Do you disagree with any of that?

[–] ConstableJelly@beehaw.org 3 points 1 year ago (1 children)

they're completely different substances with completely different characteristics (and just completely different scenarios)

[–] FlowVoid@midwest.social 1 points 1 year ago* (last edited 1 year ago) (1 children)

They aren't completely different, they have in common a direct link to harming bystanders. And usually we punish people who cause harm to bystanders.

So if you have a specific difference in mind that justifies lenience towards opiate addicts who harm bystanders but does not also apply to alcoholics who do the same, then you should spell it out.

[–] ConstableJelly@beehaw.org 3 points 1 year ago (1 children)

Honestly reverendsteveii already addressed this with you.

Forgive me, but you're not very good at whatever you're trying to do.

[–] FlowVoid@midwest.social 1 points 1 year ago* (last edited 1 year ago) (1 children)

I already replied to them.

Both of you are trying to argue that opiate addicts deserve more leniency than other types of addicts, but I don't think you've made your point well at all.

In fact, some of the arguments seem exactly backwards.

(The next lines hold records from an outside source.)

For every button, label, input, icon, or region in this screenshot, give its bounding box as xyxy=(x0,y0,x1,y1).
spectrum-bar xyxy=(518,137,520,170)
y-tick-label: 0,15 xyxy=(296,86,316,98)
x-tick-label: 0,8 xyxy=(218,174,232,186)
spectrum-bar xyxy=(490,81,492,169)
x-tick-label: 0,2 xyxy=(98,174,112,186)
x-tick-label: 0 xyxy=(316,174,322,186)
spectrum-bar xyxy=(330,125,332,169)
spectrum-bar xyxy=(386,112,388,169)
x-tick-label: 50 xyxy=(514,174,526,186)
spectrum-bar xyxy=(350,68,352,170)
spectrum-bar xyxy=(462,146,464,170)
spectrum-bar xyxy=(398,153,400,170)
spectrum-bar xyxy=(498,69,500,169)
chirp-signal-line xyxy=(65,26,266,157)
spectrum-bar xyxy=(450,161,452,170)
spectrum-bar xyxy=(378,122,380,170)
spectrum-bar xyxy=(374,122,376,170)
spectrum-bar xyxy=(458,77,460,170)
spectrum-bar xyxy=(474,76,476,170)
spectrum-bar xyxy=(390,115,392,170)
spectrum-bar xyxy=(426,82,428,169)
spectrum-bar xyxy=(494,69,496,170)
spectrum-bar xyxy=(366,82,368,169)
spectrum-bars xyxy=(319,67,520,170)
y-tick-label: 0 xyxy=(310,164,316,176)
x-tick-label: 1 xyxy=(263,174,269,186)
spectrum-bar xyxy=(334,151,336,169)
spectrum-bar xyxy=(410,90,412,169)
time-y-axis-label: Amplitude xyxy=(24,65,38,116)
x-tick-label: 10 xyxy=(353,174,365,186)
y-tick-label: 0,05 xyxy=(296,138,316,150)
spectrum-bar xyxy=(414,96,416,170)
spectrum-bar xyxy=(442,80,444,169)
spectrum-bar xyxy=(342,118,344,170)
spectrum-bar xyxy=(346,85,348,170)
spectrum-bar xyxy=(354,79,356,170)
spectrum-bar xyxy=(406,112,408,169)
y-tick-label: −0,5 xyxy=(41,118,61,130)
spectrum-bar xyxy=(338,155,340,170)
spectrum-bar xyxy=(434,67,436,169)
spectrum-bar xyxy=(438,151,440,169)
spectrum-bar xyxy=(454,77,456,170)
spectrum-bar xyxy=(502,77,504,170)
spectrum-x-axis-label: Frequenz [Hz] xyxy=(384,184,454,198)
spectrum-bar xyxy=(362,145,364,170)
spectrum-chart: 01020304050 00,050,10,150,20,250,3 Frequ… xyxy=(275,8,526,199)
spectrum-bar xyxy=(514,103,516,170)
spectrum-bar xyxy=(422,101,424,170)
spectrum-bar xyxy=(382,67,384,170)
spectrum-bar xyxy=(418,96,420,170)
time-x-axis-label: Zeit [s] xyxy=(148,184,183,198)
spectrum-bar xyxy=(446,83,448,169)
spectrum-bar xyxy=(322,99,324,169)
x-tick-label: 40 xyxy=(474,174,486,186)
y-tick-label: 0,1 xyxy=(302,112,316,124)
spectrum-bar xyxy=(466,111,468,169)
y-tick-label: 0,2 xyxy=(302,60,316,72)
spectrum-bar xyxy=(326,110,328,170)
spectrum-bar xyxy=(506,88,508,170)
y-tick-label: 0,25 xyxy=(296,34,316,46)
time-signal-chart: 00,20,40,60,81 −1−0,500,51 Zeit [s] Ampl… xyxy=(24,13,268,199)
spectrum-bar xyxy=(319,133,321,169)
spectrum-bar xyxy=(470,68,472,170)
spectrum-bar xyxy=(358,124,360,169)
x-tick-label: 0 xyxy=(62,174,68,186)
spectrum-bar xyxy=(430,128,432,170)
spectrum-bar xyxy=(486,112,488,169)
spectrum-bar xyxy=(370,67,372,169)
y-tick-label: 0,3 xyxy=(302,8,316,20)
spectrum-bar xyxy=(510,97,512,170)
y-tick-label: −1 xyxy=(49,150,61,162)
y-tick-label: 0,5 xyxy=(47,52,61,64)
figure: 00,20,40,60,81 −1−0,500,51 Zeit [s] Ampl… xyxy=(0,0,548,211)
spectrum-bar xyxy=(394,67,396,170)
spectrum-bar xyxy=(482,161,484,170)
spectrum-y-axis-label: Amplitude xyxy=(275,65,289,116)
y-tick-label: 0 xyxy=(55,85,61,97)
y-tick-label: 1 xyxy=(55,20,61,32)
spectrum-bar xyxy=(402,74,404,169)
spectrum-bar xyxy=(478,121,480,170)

For example, opiates are more highly regulated than alcohol, which implies we should be less tolerant of accidental deaths causes by opiates.

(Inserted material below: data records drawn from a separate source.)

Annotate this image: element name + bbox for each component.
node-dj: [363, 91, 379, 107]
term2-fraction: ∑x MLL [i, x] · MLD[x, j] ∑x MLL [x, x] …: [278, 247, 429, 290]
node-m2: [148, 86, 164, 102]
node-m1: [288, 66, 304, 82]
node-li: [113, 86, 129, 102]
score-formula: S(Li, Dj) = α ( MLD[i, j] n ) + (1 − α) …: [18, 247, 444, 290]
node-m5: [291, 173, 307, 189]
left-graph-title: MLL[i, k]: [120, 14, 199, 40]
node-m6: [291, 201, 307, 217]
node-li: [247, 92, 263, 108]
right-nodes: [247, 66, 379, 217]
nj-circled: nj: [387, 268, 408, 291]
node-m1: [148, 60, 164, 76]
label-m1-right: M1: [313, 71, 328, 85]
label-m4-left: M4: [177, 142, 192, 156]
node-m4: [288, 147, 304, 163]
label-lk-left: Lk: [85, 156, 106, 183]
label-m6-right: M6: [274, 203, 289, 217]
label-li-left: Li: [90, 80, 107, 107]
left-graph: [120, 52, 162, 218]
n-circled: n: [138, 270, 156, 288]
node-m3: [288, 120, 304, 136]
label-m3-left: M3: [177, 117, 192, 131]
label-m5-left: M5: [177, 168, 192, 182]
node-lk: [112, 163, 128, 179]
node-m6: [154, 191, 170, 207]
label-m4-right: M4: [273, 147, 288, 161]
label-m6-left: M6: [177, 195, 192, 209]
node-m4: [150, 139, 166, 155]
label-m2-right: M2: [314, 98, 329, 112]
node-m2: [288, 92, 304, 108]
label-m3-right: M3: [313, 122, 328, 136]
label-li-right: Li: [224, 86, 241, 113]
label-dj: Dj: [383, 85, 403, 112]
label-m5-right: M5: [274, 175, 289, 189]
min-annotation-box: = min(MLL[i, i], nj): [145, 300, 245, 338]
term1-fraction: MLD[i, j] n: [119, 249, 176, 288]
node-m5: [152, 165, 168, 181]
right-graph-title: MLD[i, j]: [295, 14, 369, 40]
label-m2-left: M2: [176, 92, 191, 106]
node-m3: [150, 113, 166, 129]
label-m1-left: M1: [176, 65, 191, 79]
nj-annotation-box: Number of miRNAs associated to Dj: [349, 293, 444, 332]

[–] ConstableJelly@beehaw.org 3 points 1 year ago (1 children)

It's not "leniency." You're still acting like there's one available response and you either slide it up or slide it down, but that's transparently untrue. This concept is at the core of this entire discussion and the fact you keep ignoring it indicates you're here to troll, not engage.

I'm out 🫡

[–] FlowVoid@midwest.social 1 points 1 year ago

I could've sworn you were arguing against the "heavy hammer of justice". But if you aren't actually calling for leniency then we agree: these particular parents deserve to be charged, and addicts of all types deserve more systemic support.

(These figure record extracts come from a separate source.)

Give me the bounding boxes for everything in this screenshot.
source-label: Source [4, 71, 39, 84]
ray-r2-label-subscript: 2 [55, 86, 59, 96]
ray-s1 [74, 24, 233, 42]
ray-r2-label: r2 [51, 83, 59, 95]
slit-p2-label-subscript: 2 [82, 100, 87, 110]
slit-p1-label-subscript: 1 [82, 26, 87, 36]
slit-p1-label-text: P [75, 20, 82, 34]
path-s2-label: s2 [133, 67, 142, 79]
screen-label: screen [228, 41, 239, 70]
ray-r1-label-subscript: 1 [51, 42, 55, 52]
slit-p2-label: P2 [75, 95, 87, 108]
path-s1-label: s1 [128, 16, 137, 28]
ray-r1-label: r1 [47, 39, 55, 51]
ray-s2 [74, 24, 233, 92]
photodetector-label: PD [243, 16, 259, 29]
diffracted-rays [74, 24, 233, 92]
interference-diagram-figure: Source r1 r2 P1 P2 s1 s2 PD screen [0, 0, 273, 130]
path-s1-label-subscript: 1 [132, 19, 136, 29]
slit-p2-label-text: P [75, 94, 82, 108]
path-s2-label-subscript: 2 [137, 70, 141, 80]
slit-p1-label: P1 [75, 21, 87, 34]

[–] reverendsteveii@beehaw.org 16 points 1 year ago

Yes I absolutely am, because it won't help kids any at all. This model we follow where we wait until someone dies and then swoop in, designate someone else to be responsible and then hurt that person as much as possible just doesn't work. In fifty years it has not helped one addict get clean, it hasn't prevented one person becoming an addict, and it hadn't stopped one overdose death. We've doubled down so hard on this that there are people doing life for simple possession of marijuana. If this was a good idea that worked it would have had some measurable impact by now, but the numbers say that things are getting exponentially worse. I've buried 5 close friends and family members due to addiction. I'm sick of doing the same stupid thing over and over again and then when it inevitably doesn't work just doubling down again.

[–] downpunxx@kbin.social 4 points 1 year ago

sounds entirely appropriate, and necessary

[–] Pratai@lemmy.ca 2 points 1 year ago

As it should be

[–] autotldr@lemmings.world 1 points 1 year ago

🤖 I'm a bot that provides automatic summaries for articles:

Click here to see the summarySANTA ROSA, Calif. (AP) — Madison Bernard climbed into bed before dawn with her toddler, Charlotte, who was asleep next to a nightstand strewn with straws, burned tinfoil and a white powder.

Some 20 states have so-called “drug-induced homicide” laws, which allow prosecutors to press murder or manslaughter charges against anyone who supplies or exposes a person to drugs causing a fatal overdose.

“These are tragic cases because drug addiction has destroyed a precious life and the parents face the consequences of their reckless actions,” said Charlie Smith, the top prosecutor in Frederick County, Maryland, and president of the National District Attorneys Association.

The National District Attorneys Association doesn’t track how many parents have been charged for exposing their children to fentanyl, but news reports and interviews with prosecutors show such cases have been on the rise since the onset of the pandemic.

In Sonoma County, where Charlotte slept with her mom in a messy apartment in Santa Rosa, first responders testified at a preliminary hearing that they found fentanyl in powder form on a nightstand next to the bed.

A judge is expected to set a trial date at a Sept. 11 hearing for Charlotte’s mother, Bernard, who woke up to find her daughter struggling to breathe, and her father, Evan Frostick.